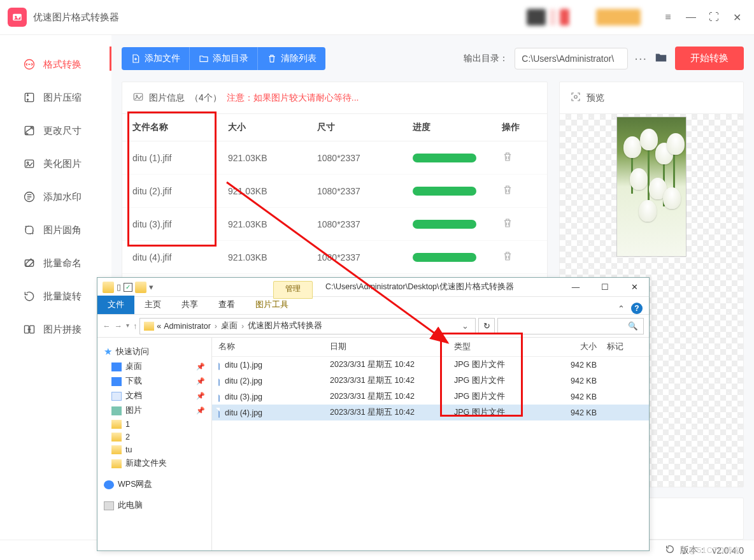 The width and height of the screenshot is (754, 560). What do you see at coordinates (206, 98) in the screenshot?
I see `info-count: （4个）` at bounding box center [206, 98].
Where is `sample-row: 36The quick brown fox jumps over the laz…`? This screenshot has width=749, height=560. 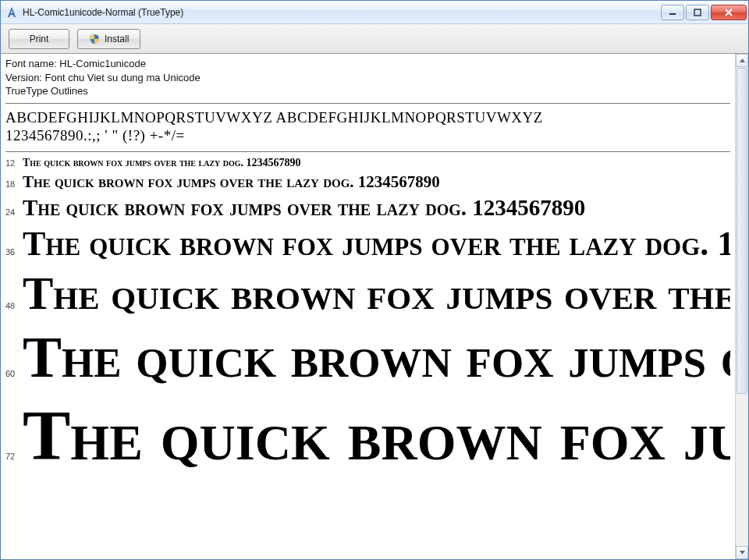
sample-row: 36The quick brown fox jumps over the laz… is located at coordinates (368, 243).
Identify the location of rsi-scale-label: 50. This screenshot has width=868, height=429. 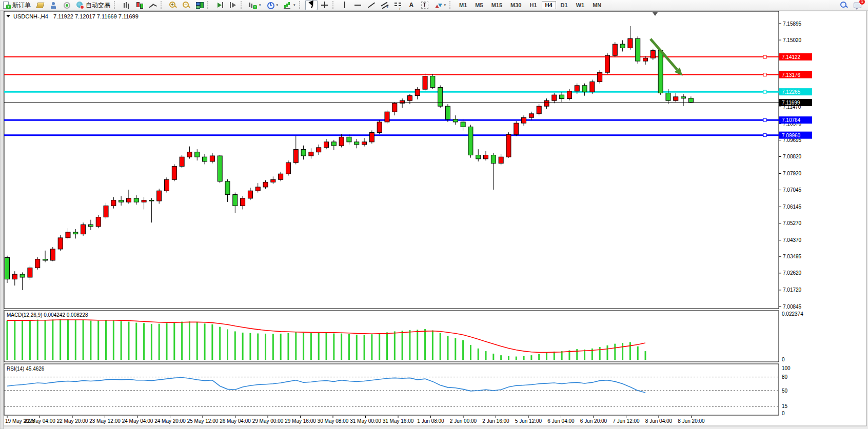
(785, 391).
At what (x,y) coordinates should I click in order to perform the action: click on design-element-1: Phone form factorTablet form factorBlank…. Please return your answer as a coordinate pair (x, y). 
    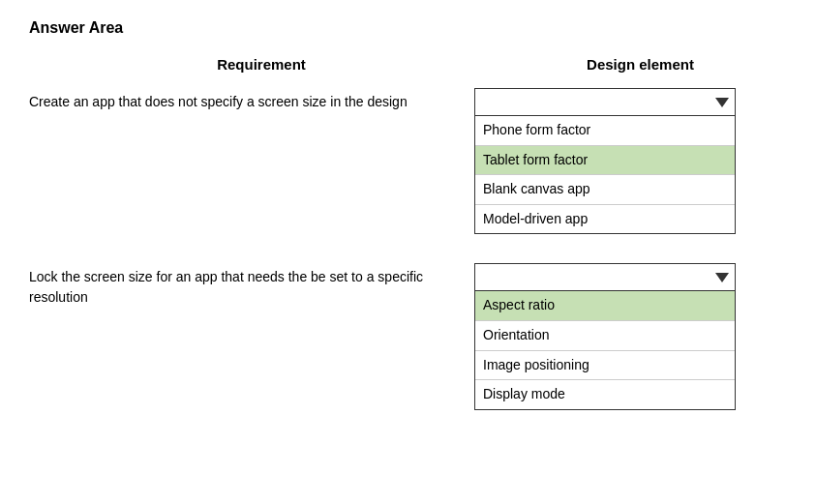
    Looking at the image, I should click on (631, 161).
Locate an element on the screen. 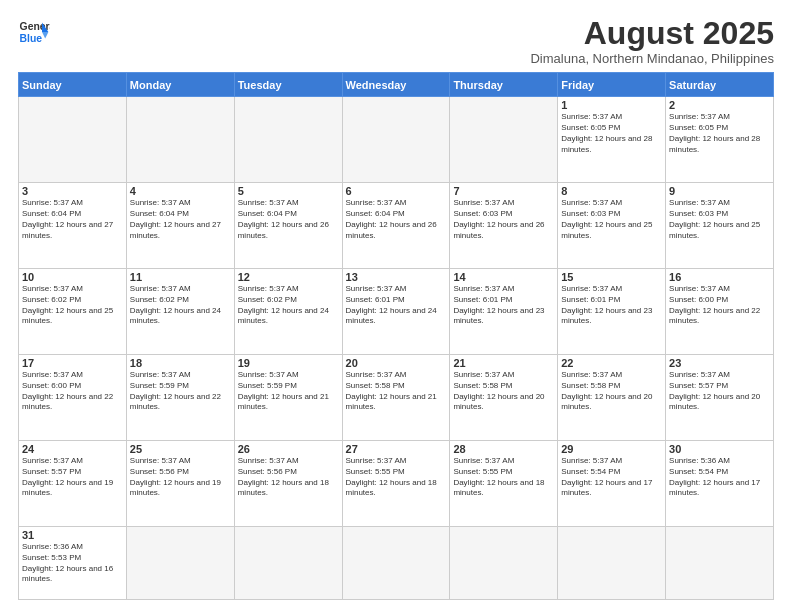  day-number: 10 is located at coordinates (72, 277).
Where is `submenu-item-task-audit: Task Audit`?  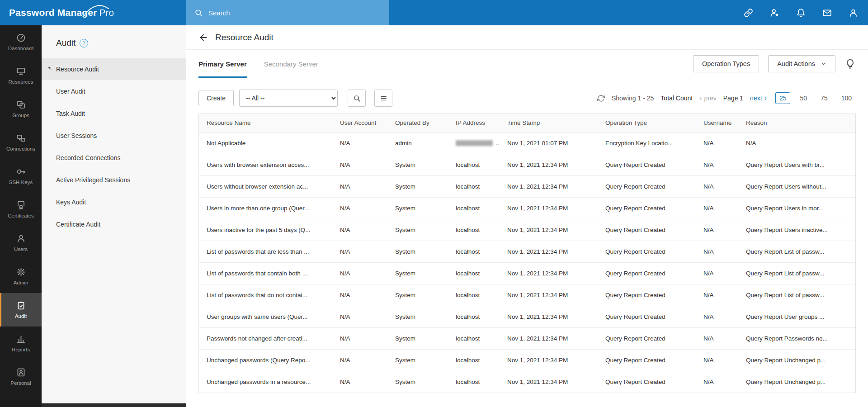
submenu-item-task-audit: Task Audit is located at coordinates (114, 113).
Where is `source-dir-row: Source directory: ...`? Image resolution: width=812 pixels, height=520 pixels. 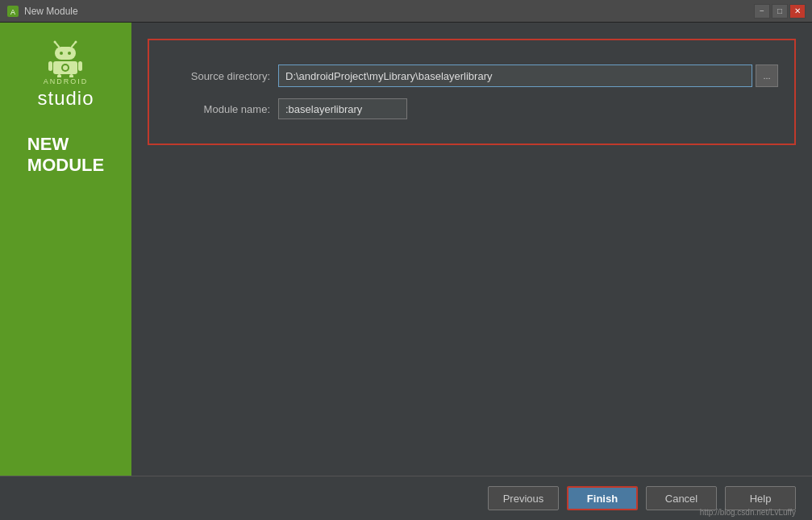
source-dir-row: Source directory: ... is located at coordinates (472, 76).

Task goal
Where the line containing "pixels, height=520 pixels." appears, begin writing out the lines word for word, and continue through the last line of the data, leaving out pictures.

Written solution
Where is `source-dir-row: Source directory: ...`? Image resolution: width=812 pixels, height=520 pixels. 
source-dir-row: Source directory: ... is located at coordinates (472, 76).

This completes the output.